From: Rick McCallister
Message: 63484
Date: 2009-02-27
> From: tgpedersen <tgpedersen@...>No, they learned English from the local school marm, who taught them a book form of the local English. Midwest English does include some non-standard features such as "warsh," Warshington," etc. and I suppose people once pronounced ma'am as "marm", hence "school marm," --probably the most educated person in town.
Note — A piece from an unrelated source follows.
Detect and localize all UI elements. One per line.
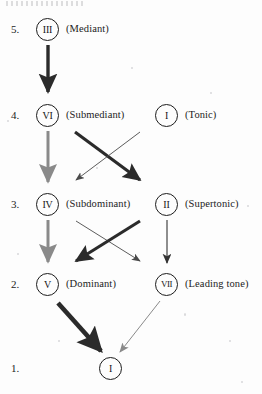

> Subject: [tied] Re: American Dutch dialects
> To: cybalist@yahoogroups.com
> Date: Friday, February 27, 2009, 12:46 PM
> > > And the Germans arrived through New York in large
> numbers, in many
> > > parts of the Midwest people of German extraction
> were the largest
> > > component until recently.
> >
> > German settlers went directly to the Midwest. They
> normally arrived
> > in colony groups with land and supplies already paid
> for. The only
> > thing they did in NY, Philly, Boston, etc. was get off
> the boat and
> > catch a train or a river ship, etc. to get to the
> Midwest ASAP.
>
> And once there, they started learning the top dog dialect
> at the time,
> New York English.
>The overwheming majority of early settlers west of the Appalachian mountains were from Ulster or had their roots there. The Scots-Irish were frontier people. They cleared the land, some stayed, others sold out and moved on. Germans tended to follow them and preferred to buy already cleared land.
>
> > > Besides, in all I read on /r/ in American
> English, they make a
> > > semantic slide. They are looking for the origin
> as the American
> > > English *retroflex* /r/ in the *rhotic* dialects
> of Britain. But
> > > none of those AFAIK have *retroflex* /r/ which
> are the cause of
> > > the American English *r-colored vowels*
> > >
> http://en.wikipedia.org/wiki/R-colored_vowel#R-colored_vowel
> > > 'A vowel may have either the tip or blade of
> the tongue turned up
> > > during at least part of the articulation of the
> vowel (a retroflex
> > > articulation) or with the tip of the tongue down
> and the back of
> > > the tongue bunched. Both articulations produce
> basically the
> > > same auditory effect, a lowering in frequency of
> the third
> > > formant. Although they are rarely attested, they
> occur in some
> > > non-standard varieties of Dutch and in a number
> of rhotic accents
> > > of English like General American. The English
> vowel may be
> > > analyzed phonemically as an underlying /&r/
> rather than a
> > > syllabic consonant.'
> >
> > The closest thing to American English is Ulster
> English. I've met a
> > lot of people from there and they often sound very
> close to
> > Americans. Some had the retroflex /R/ but I don't
> know if from
> > there or here but they had been in the US for only a
> couple of
> > months. Check it out.
>
> Ulster has retroflex r, and it's opposite Liverpool,
> which was an
> emigrant harbor, but does it have r-colored vowels? And by
> what
> mechanism would it influence General American?